ABSTRACT
Wicked problems continuously emerge in the field of environmental governance. Characterized by goal conflicts, complexity, and uncertainty, wicked problems typically call for participatory policy designs. However, the effects of participation are widely unclear, given the indefinite nature of solutions to wicked problems. This research sheds light on this debate by developing and applying a systematic structural approach to assess policy mixes for emerging wicked problems. Based on a review of literature in the field of public policy and environmental governance, we identify eight assessment criteria matching three dimensions of wicked problems: coherence, consistency, congruence to address conflicts; comprehensiveness and diversity to address complexity; and adaptability, reversibility, and robustness to address informational uncertainty. The concept is demonstrated taking as an example two recently proposed policy mixes to address pharmaceutical freshwater pollution in Germany. This concept demonstration suggests that policy mixes resulting from desk research and participatory processes differ in the way they address wicked problems. These results contribute to systematically assess the role of participation in designing policy mixes for emerging wicked policy problems and open up for more advanced discussions on the role of structural approaches in public policy analyses.
Acknowledegment
The authors thank attendants of the ECPR General Conference 2020 and the ICPP5 2021 for very constructive comments on earlier drafts of this manuscript. The authors also thank the student assistants Seyed Taha Loghmani Khouzani and Shuvojit Nath for their support in preparing the submission of the article, as well as the special issue editors and the anonymous reviewers for their very constructive feedback.
Disclosure statement
No potential conflict of interest was reported by the author(s).
Notes
1 Annex Table 1 provides a detailed overview of the two mixes. As to the stakeholder mix, we only consider instruments directly addressed at pharmaceutical residues. Thus, instruments of this compilation directed at other micropollutants than pharmaceutical residues (e.g., at pesticides) are omitted from the mix as it is considered in this paper.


* _ACTIVITY_
In the entries below, find every line with the string "notched" and copy it.

* _DATA EXCERPTS_
--------------------------------
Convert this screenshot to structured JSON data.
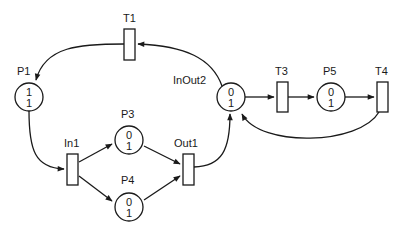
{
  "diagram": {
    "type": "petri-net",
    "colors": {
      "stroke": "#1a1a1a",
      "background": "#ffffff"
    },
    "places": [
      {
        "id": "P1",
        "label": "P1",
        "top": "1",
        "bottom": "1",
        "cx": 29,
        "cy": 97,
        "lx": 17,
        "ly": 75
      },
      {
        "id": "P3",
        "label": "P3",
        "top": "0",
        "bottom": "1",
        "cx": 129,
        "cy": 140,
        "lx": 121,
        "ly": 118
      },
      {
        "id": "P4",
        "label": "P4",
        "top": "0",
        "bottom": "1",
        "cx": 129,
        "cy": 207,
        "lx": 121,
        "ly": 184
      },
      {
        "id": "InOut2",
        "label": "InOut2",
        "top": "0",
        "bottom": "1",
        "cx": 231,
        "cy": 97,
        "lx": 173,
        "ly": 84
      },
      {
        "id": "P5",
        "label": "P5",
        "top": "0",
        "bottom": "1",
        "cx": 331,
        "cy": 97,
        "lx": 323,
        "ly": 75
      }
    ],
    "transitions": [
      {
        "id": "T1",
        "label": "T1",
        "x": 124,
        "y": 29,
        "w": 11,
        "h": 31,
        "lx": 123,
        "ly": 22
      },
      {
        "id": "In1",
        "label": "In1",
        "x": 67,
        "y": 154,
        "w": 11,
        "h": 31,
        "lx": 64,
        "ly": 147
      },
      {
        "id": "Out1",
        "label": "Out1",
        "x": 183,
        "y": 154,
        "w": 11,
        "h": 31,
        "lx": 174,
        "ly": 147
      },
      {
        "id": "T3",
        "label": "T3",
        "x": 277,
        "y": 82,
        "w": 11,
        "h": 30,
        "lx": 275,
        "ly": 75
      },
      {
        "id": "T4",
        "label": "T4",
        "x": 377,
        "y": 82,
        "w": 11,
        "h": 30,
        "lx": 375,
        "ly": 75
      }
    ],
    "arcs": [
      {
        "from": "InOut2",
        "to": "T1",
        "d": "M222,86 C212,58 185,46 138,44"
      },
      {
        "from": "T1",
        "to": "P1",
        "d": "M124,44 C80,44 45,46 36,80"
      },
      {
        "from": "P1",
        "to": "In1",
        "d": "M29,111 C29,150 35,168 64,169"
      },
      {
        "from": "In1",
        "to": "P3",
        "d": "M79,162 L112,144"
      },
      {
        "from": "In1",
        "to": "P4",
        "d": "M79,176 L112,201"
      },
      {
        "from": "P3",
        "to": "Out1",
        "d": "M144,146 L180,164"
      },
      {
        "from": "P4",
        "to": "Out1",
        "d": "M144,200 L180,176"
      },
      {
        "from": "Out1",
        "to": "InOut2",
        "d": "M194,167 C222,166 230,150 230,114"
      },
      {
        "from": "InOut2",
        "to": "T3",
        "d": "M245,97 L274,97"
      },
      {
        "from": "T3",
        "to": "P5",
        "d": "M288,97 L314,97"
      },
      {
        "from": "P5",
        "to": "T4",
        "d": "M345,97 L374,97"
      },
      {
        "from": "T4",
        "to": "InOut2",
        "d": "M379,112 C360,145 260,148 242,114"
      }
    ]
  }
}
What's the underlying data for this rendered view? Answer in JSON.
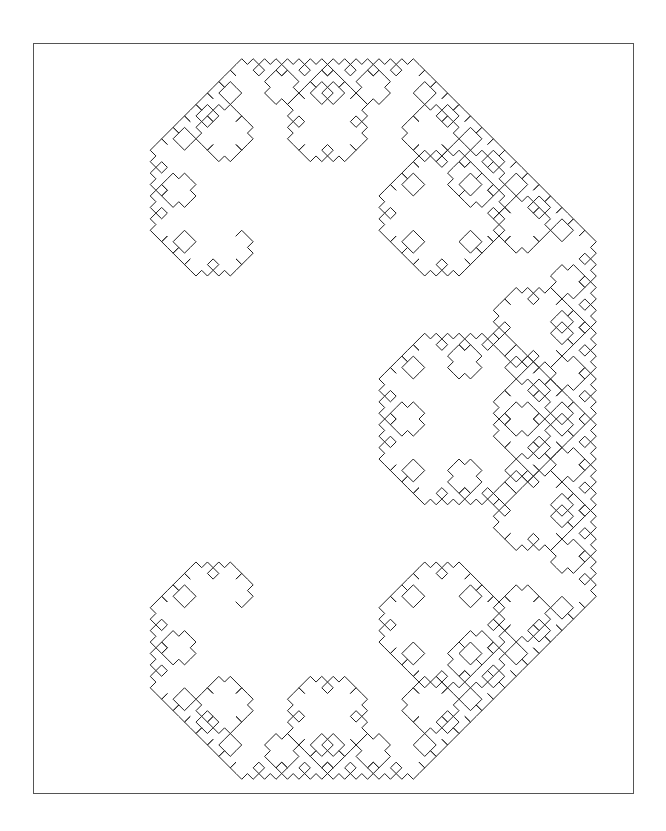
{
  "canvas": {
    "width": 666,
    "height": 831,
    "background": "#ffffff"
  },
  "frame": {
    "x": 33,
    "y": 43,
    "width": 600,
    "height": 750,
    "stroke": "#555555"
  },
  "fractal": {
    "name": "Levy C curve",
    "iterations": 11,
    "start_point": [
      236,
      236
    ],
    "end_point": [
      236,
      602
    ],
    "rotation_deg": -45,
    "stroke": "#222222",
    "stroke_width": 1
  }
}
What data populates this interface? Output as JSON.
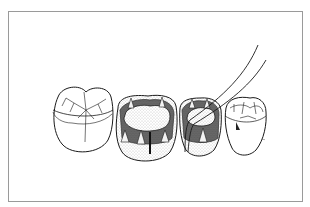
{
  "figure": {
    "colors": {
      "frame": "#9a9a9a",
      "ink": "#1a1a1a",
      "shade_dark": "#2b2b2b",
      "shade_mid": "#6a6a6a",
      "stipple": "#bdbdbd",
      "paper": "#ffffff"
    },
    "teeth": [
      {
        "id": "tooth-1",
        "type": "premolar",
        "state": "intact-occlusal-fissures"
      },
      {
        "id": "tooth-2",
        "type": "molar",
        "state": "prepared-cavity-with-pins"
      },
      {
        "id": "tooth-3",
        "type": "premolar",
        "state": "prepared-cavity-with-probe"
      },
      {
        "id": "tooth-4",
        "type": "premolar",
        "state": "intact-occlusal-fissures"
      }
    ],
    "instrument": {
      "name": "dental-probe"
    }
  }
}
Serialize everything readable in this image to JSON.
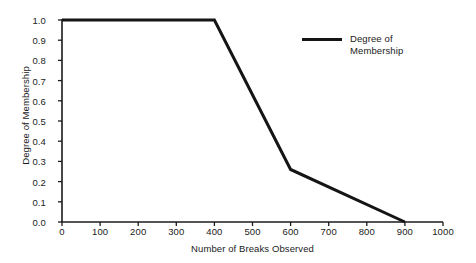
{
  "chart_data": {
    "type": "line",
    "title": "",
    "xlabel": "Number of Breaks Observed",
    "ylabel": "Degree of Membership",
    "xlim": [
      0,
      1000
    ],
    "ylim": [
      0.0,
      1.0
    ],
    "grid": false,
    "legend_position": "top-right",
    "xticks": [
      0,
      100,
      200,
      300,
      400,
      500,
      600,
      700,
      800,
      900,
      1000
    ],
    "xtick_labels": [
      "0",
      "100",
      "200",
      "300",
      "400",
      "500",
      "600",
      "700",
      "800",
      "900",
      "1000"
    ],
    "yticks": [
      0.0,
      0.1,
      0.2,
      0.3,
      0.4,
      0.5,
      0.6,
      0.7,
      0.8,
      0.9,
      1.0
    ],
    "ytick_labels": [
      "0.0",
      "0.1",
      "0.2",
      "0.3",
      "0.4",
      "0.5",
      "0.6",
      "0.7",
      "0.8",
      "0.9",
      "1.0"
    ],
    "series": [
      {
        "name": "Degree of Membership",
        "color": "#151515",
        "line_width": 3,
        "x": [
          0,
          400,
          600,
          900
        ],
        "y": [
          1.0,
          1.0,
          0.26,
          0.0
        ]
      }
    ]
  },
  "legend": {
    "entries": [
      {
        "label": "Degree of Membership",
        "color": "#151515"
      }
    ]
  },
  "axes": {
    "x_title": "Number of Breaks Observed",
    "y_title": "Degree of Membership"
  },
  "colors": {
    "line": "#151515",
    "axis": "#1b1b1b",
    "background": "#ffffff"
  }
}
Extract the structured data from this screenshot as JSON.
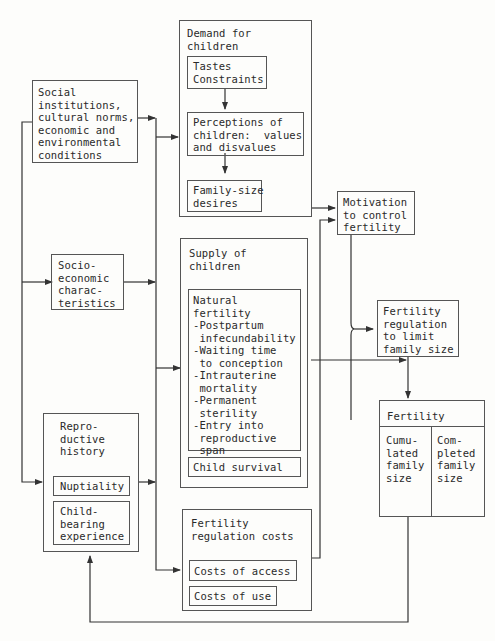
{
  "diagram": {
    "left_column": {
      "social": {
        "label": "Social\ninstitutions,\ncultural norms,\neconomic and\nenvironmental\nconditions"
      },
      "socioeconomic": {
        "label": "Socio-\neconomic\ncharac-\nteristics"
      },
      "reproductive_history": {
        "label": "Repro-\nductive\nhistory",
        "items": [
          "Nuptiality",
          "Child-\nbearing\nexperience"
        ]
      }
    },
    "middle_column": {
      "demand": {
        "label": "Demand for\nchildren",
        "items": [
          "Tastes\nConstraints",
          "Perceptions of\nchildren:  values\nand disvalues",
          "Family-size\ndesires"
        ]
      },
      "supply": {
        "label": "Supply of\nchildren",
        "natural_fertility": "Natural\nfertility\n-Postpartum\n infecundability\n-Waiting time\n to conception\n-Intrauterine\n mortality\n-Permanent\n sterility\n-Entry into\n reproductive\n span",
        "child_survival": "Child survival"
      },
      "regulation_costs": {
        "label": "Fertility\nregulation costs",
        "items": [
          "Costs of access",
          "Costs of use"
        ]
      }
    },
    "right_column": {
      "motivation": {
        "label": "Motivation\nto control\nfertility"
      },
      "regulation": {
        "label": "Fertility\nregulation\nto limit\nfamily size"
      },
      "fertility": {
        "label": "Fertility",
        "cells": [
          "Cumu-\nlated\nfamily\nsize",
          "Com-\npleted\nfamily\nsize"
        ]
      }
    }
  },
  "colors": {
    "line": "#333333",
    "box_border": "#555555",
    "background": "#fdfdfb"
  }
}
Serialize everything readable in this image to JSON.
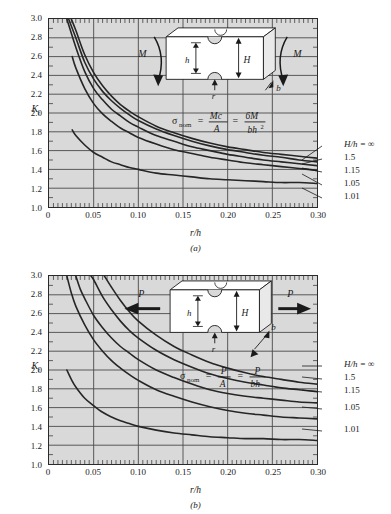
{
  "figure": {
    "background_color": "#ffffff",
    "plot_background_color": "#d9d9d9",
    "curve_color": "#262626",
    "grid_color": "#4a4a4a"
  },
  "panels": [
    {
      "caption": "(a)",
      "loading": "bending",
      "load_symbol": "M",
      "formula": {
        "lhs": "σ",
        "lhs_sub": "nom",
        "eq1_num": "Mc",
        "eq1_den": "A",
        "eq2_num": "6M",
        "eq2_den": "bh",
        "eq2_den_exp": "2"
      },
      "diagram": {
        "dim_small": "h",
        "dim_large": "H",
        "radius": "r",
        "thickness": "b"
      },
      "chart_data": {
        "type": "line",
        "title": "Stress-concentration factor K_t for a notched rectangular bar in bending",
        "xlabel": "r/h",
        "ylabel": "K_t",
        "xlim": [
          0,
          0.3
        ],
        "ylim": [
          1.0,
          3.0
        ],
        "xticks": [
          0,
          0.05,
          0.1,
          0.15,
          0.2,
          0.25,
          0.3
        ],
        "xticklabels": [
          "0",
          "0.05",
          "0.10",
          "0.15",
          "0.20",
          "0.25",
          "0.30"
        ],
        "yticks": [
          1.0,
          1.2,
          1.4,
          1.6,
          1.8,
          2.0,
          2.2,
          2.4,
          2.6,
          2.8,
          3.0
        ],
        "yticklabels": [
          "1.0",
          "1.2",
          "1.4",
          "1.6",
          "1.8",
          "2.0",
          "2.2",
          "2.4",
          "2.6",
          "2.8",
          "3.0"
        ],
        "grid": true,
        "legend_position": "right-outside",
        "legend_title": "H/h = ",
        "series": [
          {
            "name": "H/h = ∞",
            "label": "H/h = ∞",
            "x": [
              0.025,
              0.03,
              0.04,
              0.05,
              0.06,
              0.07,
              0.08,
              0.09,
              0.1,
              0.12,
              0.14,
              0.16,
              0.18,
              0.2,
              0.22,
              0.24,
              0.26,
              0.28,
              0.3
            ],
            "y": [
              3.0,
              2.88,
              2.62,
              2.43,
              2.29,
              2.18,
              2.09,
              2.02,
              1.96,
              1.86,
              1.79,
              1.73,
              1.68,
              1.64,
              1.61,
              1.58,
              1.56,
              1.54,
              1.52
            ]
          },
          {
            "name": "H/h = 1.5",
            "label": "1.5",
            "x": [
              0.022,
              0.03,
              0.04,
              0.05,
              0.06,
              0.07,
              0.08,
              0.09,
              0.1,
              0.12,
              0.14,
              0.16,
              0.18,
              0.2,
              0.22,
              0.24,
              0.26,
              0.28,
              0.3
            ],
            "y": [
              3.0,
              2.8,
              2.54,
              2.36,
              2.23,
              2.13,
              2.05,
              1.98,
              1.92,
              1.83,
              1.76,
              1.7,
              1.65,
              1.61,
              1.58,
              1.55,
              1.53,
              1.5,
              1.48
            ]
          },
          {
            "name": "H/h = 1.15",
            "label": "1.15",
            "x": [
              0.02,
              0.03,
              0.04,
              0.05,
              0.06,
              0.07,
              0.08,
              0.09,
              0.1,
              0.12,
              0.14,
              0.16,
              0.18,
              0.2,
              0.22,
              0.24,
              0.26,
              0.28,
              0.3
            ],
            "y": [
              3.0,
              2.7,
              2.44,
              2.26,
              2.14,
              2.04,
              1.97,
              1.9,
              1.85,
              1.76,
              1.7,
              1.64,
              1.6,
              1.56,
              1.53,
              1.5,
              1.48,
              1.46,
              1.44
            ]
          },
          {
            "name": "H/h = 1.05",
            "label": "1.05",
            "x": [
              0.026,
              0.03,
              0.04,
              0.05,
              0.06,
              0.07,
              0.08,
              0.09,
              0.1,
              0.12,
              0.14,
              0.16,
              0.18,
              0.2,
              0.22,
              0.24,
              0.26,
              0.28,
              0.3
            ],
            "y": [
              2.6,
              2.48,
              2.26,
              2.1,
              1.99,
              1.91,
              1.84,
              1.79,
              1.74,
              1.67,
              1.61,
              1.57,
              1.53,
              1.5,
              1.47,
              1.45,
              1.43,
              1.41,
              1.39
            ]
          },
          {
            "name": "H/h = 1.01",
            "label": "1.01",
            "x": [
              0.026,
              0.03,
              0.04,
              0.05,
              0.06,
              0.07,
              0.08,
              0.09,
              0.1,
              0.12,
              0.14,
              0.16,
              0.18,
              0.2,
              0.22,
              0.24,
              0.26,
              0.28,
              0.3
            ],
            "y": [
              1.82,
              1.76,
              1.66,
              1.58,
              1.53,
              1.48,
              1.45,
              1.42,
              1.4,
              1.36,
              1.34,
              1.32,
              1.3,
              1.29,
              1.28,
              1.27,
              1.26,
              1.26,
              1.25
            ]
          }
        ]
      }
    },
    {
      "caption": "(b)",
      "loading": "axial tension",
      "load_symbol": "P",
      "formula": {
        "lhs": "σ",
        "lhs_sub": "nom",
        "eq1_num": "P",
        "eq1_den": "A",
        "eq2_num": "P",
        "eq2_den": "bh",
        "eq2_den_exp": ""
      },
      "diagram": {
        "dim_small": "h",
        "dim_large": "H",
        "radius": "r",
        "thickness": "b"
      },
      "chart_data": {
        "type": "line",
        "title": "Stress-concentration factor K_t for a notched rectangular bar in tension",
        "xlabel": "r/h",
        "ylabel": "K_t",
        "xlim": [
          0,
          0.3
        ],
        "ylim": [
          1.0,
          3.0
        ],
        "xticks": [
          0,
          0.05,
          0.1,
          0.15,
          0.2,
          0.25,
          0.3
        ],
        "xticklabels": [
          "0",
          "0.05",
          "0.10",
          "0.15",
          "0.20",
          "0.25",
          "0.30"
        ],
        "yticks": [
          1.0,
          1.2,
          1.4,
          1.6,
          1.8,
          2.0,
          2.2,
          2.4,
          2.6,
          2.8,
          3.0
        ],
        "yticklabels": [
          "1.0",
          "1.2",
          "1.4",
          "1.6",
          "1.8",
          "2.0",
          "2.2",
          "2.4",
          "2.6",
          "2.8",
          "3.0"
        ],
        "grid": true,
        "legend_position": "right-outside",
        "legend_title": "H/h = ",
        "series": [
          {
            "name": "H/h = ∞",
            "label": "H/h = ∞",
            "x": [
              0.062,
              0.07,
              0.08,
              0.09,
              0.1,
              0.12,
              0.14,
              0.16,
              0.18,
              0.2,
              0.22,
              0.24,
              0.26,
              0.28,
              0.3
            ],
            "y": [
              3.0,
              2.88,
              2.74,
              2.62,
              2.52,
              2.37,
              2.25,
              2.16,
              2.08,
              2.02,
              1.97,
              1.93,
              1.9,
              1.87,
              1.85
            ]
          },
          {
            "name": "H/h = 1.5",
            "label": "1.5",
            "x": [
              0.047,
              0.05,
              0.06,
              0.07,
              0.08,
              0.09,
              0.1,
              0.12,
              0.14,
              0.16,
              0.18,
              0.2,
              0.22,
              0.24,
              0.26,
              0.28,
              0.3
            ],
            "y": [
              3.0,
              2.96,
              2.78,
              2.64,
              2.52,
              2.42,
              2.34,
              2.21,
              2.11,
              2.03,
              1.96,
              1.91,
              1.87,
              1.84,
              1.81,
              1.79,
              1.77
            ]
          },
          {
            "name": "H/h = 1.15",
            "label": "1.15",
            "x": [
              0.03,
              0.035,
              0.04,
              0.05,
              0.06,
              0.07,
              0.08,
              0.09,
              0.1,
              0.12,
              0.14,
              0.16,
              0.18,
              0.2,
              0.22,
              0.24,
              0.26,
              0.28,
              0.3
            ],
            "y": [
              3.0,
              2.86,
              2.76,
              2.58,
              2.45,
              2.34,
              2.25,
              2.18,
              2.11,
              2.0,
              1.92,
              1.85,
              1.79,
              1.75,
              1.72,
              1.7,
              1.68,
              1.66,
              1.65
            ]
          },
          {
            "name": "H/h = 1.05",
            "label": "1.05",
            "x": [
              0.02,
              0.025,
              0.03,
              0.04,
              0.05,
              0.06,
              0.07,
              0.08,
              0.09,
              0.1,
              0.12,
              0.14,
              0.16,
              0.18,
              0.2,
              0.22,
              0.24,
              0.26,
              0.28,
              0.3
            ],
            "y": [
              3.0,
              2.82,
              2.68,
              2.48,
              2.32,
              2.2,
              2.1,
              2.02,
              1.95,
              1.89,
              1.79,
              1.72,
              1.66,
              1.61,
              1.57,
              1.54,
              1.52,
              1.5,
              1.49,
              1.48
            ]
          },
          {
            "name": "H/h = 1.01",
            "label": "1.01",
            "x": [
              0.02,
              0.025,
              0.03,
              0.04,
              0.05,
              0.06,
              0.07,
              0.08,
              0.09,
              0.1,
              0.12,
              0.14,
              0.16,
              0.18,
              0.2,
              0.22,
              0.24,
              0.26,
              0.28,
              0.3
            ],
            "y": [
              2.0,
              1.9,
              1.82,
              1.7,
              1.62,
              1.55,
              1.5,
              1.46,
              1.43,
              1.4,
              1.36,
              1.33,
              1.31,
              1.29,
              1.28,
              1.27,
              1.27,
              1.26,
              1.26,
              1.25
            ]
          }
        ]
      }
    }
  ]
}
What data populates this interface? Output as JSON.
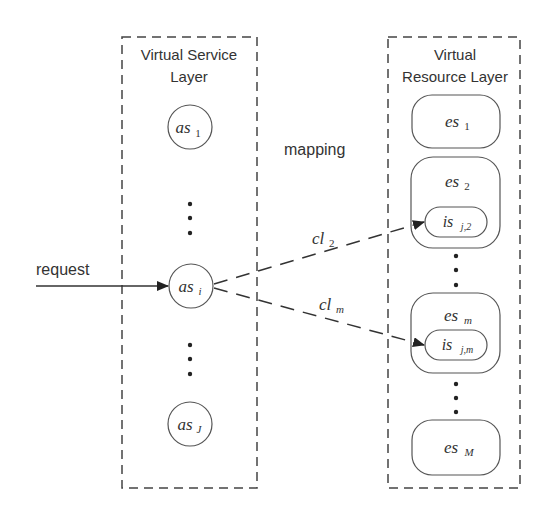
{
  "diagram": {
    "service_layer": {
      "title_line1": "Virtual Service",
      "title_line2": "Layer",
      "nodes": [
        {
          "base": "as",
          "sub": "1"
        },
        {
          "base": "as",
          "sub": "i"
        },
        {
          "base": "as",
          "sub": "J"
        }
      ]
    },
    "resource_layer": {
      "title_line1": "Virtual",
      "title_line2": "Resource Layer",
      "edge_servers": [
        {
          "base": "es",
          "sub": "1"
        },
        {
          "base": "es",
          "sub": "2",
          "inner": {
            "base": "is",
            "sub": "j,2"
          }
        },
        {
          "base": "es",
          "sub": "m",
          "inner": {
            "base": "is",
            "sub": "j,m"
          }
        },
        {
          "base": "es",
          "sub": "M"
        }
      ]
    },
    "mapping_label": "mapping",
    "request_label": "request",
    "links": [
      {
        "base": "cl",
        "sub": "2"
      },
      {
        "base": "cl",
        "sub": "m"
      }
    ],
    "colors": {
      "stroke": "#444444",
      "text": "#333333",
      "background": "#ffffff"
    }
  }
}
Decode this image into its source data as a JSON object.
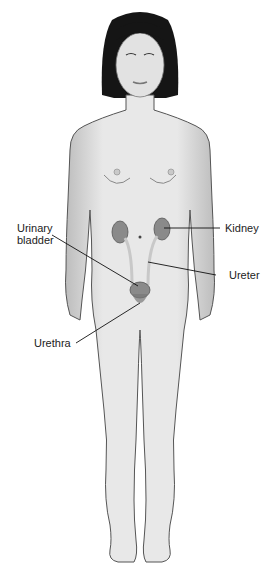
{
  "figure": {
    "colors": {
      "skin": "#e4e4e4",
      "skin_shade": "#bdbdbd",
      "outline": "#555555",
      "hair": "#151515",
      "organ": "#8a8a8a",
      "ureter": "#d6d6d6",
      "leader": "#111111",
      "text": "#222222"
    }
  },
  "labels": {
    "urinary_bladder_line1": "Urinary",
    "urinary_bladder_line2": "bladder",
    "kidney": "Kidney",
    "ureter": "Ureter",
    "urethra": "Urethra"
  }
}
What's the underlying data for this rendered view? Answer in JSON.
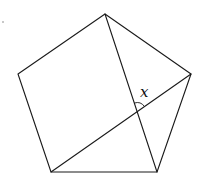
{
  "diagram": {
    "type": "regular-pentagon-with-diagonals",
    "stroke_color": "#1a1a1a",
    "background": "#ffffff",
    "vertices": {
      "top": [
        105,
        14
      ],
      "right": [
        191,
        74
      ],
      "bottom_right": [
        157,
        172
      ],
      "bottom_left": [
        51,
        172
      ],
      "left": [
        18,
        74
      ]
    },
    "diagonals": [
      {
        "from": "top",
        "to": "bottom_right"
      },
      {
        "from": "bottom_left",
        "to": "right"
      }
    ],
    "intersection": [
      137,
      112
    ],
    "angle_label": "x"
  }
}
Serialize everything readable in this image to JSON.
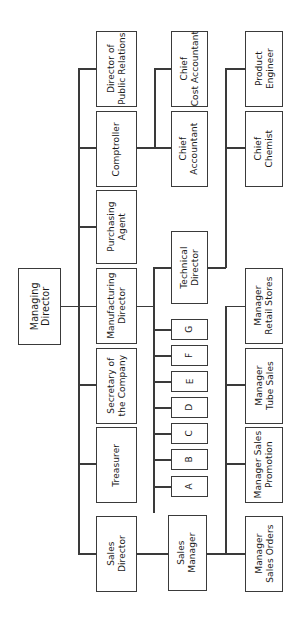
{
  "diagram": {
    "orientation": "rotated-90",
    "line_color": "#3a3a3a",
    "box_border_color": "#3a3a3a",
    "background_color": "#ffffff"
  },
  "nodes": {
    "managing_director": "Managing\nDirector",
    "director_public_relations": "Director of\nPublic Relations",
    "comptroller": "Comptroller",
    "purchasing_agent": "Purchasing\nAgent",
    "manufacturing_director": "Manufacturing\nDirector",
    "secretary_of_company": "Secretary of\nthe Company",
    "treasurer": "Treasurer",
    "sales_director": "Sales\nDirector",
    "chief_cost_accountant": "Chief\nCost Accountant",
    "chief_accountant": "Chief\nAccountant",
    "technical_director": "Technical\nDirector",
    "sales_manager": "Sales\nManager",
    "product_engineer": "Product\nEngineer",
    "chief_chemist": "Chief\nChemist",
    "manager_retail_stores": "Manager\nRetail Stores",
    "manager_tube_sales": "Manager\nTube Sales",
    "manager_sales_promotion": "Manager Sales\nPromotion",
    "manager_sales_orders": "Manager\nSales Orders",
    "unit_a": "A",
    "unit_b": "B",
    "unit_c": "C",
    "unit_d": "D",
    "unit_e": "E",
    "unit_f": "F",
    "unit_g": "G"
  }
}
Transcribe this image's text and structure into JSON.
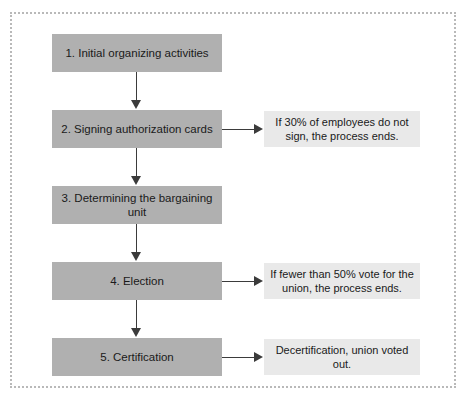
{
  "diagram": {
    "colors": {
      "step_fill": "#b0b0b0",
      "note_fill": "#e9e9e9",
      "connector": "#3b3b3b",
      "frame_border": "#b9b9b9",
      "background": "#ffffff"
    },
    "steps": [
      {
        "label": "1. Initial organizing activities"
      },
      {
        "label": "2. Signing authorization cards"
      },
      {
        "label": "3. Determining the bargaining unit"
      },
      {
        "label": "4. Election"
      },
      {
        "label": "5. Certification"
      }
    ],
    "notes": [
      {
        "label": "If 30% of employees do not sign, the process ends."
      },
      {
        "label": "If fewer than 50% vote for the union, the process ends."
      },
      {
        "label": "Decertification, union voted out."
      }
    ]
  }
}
--------------------------------
* _EXERCISE OUTPUT_
        "title": "Stress-concentration factor K_t for a notched rectangular bar in bending",
        "title": "Stress-concentration factor K_t for a notched rectangular bar in tension",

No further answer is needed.